- **What you have to do**: If a line in the following entries contains the string "this", it counts toward the total; report only that total.

- **Provided material**:
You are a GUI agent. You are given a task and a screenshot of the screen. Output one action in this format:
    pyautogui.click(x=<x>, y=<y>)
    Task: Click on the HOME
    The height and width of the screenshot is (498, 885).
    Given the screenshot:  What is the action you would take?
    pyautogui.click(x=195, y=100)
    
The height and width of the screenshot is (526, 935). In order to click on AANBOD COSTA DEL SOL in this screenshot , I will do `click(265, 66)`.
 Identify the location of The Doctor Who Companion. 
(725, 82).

==

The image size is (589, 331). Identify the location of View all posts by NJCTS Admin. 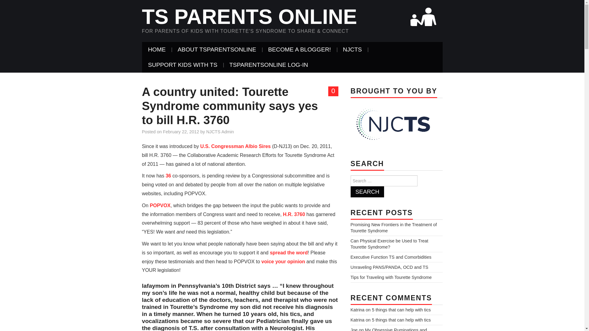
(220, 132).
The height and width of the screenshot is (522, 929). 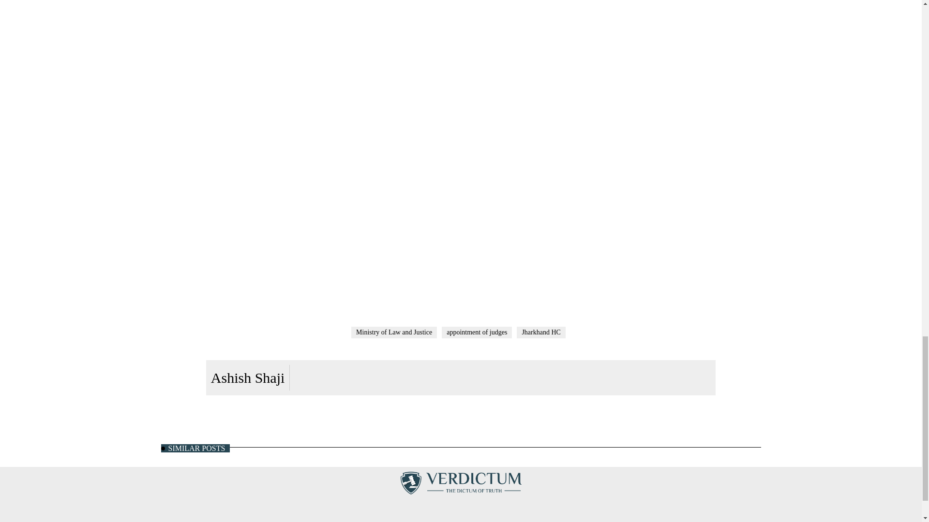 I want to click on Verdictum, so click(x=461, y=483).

- **Task response**: 2